The Portable Document Format (PDF) was invented by Adobe as a solution to these difficulties. PDF provides:

  • resolution-independent output
  • fixed page-size documents
  • a range of navigation mechanisms
  • searchable text
  • the exact electronic equivalent of the equivalent print document
  • links to Web sites
  • security restrictions on use (no copy/no print) built into the PDF file
  • a range of compression techniques
  • ability to include fonts or font subsets into files
  • much smaller file sizes than Postscript

PDF (sometimes misleadingly called Acrobat) can be authored in three ways:

  • Use a PDFWriter printer driver that intercepts the print stream and produces PDF output
  • Use the Acrobat Distiller program that converts Postscript output from any program into PDF
  • Use an Adobe program (Pagemaker, Framemaker, Photoshop, etc.) that can produce PDF directly

Once the PDF has been created the Acrobat Exchange program allows direct editing of PDF, importing of images, and the creation of navigational overlays. It is also possible to annotate Adobe PDF files but only with the full Acrobat Exchange product. This means that very few readers of PDF can make use of this facility. It is important to note that PDF is a proprietary product (although its specification is openly available) and the authoring programs are not free.

In order to access PDF files, the user needs the Acrobat Reader software which is freely available for MacOS, Windows, some Unix flavours. This reads PDF files and renders them on screen or sends them to any printer for output. If the creator of a PDF file used a font not on the reader's computer and did not embed that font in the PDF, the Reader can use Adobe's Multiple Master technology to create virtual fonts that preserve the original line breaks and spacing.

The easiest way to think about PDF is as electronic print . It allows content creators to generate documents which match as far as possible the print originals. In fact, when printed on a laser printer they are usually indistinguishable from photocopies of the print originals. Because PDF is based on Postscript (it is essentially a specialised dialect of Postscript) it fits easily into the print production processes of many publishers.
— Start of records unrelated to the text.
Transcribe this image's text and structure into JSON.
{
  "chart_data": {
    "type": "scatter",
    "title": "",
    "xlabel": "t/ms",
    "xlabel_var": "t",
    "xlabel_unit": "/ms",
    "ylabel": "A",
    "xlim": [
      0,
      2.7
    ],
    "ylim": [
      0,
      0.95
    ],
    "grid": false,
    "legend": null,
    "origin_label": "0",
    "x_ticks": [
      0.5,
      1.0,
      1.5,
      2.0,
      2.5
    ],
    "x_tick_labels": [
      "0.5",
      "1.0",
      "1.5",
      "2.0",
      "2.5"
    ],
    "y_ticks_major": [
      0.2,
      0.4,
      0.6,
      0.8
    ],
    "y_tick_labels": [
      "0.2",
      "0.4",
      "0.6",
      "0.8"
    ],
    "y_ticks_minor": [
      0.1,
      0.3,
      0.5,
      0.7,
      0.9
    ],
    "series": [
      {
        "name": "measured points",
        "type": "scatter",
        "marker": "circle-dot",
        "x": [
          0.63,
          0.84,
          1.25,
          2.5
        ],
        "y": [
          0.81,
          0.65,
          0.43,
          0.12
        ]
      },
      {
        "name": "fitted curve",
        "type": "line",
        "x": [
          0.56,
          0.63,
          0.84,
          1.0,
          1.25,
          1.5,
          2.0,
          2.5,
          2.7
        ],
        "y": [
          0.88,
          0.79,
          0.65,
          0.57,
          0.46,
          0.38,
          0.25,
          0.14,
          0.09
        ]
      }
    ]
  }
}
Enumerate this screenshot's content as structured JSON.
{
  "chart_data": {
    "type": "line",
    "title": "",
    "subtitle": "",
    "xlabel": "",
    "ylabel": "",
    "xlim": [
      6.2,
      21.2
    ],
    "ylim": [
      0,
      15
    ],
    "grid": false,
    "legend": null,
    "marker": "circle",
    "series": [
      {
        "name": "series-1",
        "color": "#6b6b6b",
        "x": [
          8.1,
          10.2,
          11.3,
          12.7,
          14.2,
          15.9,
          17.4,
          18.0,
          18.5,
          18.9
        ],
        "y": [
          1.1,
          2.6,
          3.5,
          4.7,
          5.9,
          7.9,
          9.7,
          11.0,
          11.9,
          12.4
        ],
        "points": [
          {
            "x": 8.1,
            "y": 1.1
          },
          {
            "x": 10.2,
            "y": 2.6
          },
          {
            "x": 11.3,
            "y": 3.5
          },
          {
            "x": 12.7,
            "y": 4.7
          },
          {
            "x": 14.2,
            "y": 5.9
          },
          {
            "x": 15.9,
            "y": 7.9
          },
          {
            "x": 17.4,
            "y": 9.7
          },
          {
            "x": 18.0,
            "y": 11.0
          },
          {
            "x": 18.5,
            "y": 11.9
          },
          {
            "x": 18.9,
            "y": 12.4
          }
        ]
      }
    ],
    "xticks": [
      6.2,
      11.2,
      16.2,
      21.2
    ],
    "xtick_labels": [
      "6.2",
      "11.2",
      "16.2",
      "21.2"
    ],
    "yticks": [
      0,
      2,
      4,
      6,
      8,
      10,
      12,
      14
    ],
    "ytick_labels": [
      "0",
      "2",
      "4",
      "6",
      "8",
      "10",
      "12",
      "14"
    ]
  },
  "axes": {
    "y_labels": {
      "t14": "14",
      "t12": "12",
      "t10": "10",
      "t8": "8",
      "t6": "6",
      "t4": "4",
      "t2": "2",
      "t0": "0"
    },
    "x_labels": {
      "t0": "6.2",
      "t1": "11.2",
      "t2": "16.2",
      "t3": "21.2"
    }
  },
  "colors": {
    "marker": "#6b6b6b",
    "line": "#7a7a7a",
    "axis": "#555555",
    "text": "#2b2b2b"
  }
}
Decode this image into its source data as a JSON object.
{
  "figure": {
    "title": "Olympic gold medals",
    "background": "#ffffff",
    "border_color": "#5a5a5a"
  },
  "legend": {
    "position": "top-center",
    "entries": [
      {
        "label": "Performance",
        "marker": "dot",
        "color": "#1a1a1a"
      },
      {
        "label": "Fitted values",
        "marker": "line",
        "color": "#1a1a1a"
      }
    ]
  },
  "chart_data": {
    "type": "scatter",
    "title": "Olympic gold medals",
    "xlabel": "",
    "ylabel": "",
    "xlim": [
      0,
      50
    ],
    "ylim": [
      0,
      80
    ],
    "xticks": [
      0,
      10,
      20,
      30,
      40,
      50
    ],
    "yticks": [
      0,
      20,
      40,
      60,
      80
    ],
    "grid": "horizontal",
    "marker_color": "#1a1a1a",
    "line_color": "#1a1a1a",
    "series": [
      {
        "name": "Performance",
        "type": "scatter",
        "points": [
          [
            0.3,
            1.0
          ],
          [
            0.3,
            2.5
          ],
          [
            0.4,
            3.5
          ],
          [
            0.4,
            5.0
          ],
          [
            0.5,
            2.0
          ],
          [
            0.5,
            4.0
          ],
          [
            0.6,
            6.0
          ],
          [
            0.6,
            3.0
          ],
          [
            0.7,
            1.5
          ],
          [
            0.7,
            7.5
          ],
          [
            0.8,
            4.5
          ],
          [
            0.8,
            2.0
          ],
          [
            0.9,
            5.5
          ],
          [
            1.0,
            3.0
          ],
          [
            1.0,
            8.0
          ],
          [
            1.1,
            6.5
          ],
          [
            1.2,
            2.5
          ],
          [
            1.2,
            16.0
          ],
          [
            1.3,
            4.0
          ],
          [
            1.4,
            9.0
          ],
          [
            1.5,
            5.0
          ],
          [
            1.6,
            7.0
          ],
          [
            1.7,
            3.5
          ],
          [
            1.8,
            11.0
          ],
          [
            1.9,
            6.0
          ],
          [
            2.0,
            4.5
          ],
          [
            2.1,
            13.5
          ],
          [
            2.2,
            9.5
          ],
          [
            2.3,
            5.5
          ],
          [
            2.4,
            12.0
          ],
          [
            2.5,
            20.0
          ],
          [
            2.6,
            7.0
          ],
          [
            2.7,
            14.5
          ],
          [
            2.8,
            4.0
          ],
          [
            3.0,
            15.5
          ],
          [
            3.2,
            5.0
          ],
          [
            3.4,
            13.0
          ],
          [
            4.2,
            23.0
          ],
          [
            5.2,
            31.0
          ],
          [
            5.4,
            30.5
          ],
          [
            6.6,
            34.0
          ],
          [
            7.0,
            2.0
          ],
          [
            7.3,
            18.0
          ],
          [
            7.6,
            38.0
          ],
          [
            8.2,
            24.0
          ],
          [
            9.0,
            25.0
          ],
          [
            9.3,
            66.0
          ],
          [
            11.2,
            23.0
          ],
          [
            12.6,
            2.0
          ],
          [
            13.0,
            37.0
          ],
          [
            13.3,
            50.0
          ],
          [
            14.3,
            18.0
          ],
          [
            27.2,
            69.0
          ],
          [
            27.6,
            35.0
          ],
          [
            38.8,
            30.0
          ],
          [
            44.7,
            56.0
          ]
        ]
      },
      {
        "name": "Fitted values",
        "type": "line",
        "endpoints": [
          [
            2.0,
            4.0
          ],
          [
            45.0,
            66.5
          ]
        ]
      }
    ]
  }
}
John Warnock likes to talk about PDF as representing the shift from 'Print then Distribute' to 'Distribute then Print'. In other words, creators of content no longer have to have warehouses full of printed materials that they have to physically move to their users (and which become out of date, cost money to store, can't be easily changed, etc.). Creators simply have to make available a faithful electronic version of their document and let the users print it themselves (if they choose to). This, of course, presupposes two things: that people have ready access to a printer, and that they are prepared to accept the lower resolution associated with desktop printers (300 or 600 dpi as opposed to 1250 or 2500 dpi for professional publishers). The first of these is a fairly safe assumption in most corporate environments (and increasingly in home environments as well) in the developed world, and the second depends on the type of material being produced. Colour printers are still fairly rare, but much publishing only requires monochrome output and 300 dpi is usually adequate if not optimal. (see 4.2.3: Print output on page 53).

PDF is an excellent choice for documents with complex formatting requirements and in situations where exact page fidelity is required. Because of the font embedding and freely available reader it largely avoids many problems with cross-platform documents. For all these reasons, PDF is rapidly becoming a standard option for publishers who are producing parallel print and electronic versions of their publications. A typical scenario is for such publishers to make Web versions of their articles available for viewing on screen with a PDF version to download and print out. The printed PDF will usually display the identical formatting (down to page numbers) of the print original and will probably be of a higher quality than an inter-library loan photocopy.